What Do Personal Debts And Cancer Have In Common?
Few people in their prime of life worry about cancer.
Eleven months ago, when I was diagnosed with bone cancer, I could count myself as one of those “head in the sand” sorts. Sure, sometimes you can eat as healthily as you want, exercise well, sleep plenty, but still get kicked in the ass by mother-nature’s evil doppelganger. Maybe that was me—a guy who never should have had 3 ribs removed, along with a robust chunk of his spine and lung lining.
I ate well. I lived well.
But there were plenty of things I could have been doing differently. Modern research suggests that most of us are poorly nourished, and we happily gorge on carcinogenic products, instead of protecting ourselves. That’s one of the reasons cancer is on the rise for young people.
Don’t think, “It won’t happen to me.” Instead, validate a reason for it not to happen to you—and act on that. If you’re a living, breathing human being, read Anticancer: A New Way Of Life before delving into anything else:
I’m serious about that. If you haven’t read it, order it today.
But how is debt like cancer?
Debt is one of those things people rarely think about when they’re young. There’s no such thing as a “good cancer” and there’s really no such thing as “good debt” either.
Who thinks there’s such a thing as good debt? Those who are smart and lucky—and those who are seriously inexperienced.
If we were all fortunate enough to live 200 years, few people would talk about “good debt”.
During economic prosperity, with low interest rates, many people talk about debt (on “appreciating assets”) as something good. It isn’t. When interest rates rise (and they always, eventually do) those leveraging to buy investment assets get hammered harder than a vintage Mike Tyson haymaker to the chin.
If I wrote this a few years ago, most Americans would be shaking their heads. “No way,” they’d say, “leverage is good.” But few of them are saying that today as house prices continue to plunge in the U.S., and interest rates threaten to creep upwards.
Who thinks debt is good today? Rookie Australians, mostly.
Lulled into a fallacy of house prices rising forever, Australians are leveraging themselves to the hilt, suggesting that it’s OK, thanks to their Canadian-esque tax breaks on loaned money for investment purposes.
Most of them will eventually pay heavily for that. Debt is bad.
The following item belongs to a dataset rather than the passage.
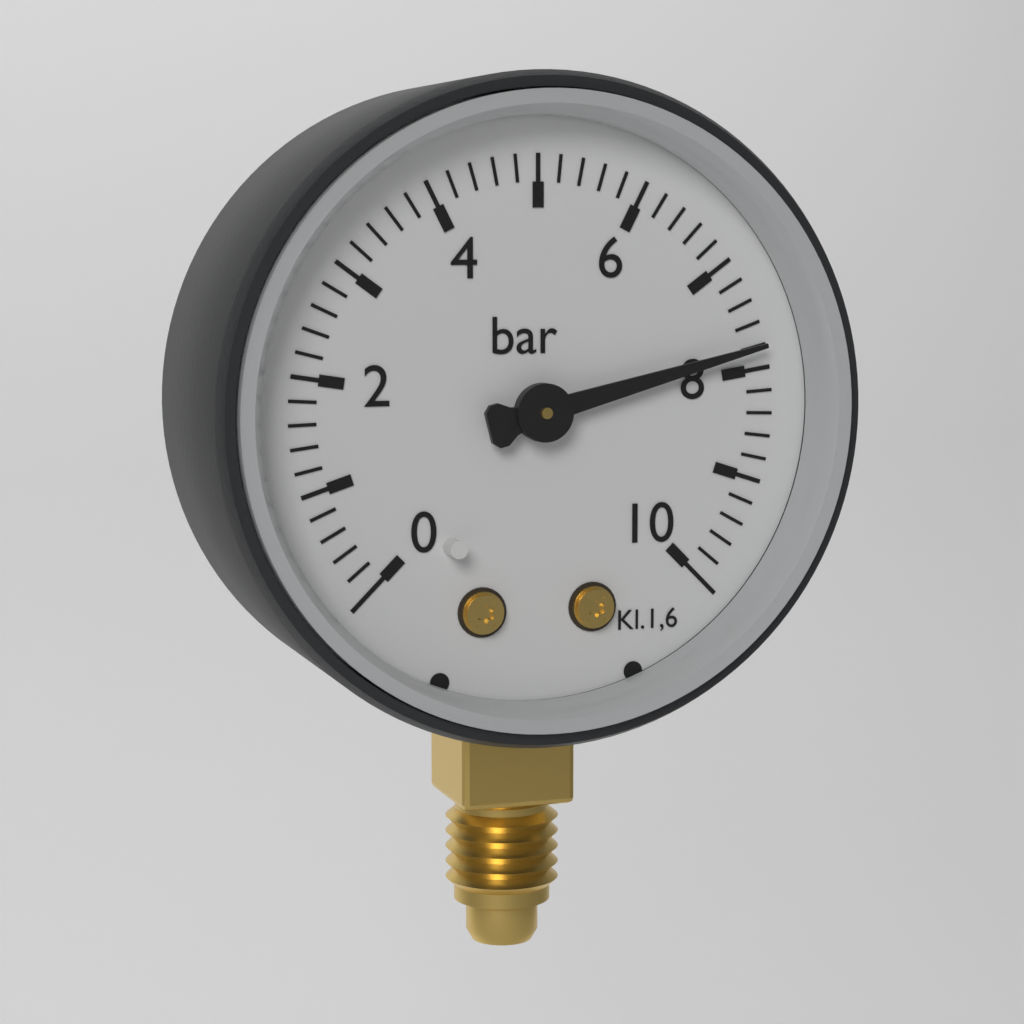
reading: 7.8 bar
When inflation does rear its ugly head (don’t suggest that high inflation will never come again) people who owe money on assets and liabilities will see those payments soar. If they can’t service those payments, they’ll be forced to sell. We all know what that will do to the economy.
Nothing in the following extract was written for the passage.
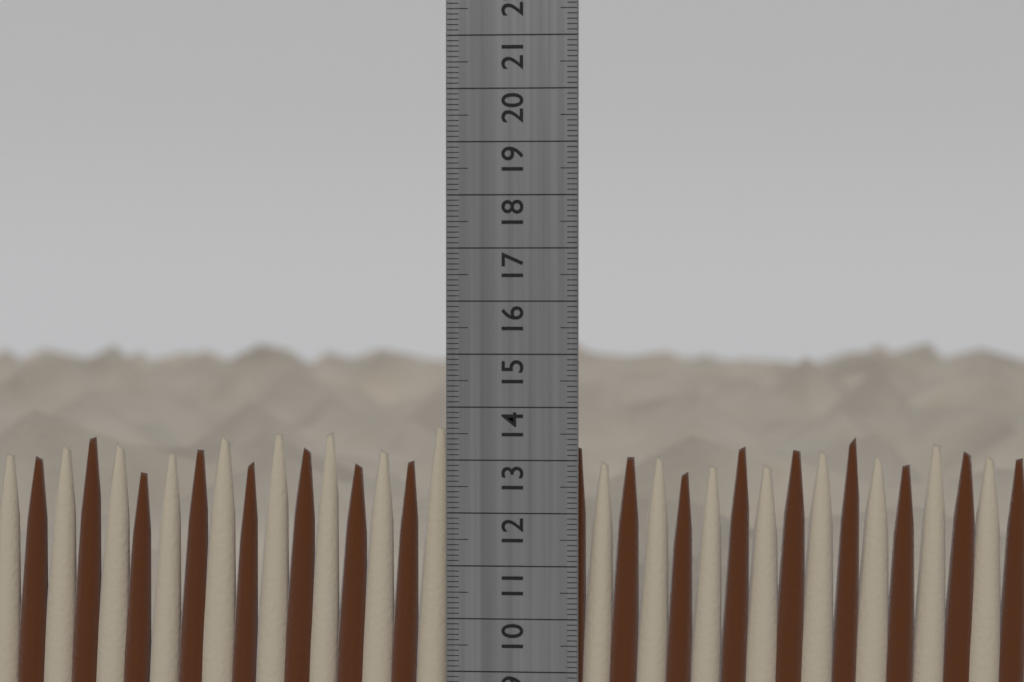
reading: 13.7 cm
Some people suggest that it’s better to invest money while their mortgage interest rates are low, instead of paying down their housing debt.
If given 12 hours to summit a mountain before nightfall, those same people would dilly dally around on the lower slopes with a daypack, only to start huffing it against daylight once a massive pack gets dropped on their shoulders.
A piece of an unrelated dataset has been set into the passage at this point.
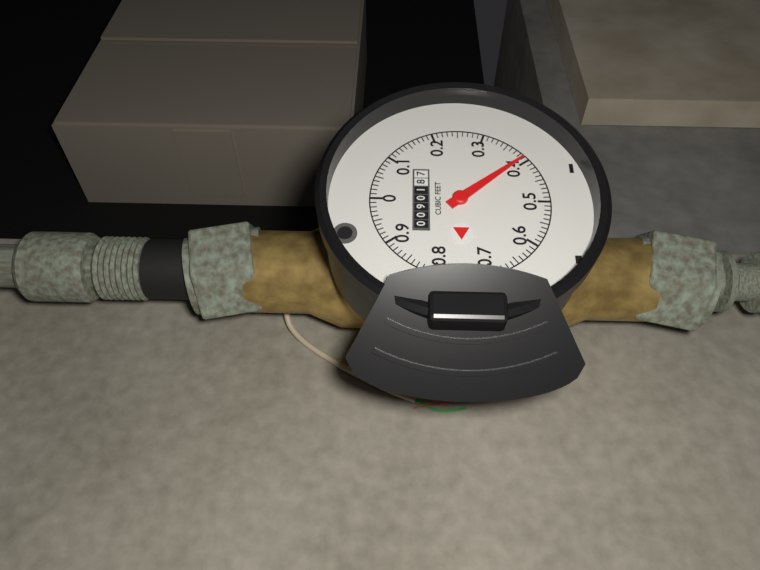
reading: 0.39 cubic feet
Insane? I think so. Make up ground when the going is good. With low interest rates (a light daypack) you can ascend quickly before eventually getting hit with higher mortgage rates. Get up that hill as fast as you can—and don’t look around. Low interest rates are great for paying off your house.
Call me a wimp, but I no longer eat red meat, non organic spinach, sweet processed food of any kind, and I take a daily bath in organic green tea.
And if I owed money on a house—or on anything else—I wouldn’t invest a penny. I’d be paying that down as aggressively as I could.
There’s no such thing as good debt—or good cancer. So if you haven’t done it already, avoid the distractions of sugary foods, gold, stocks, and rapidly rising real estate….until you’re 100% debt free.
You’ll sleep better at night if you’re giving yourself the best fighting chance you can.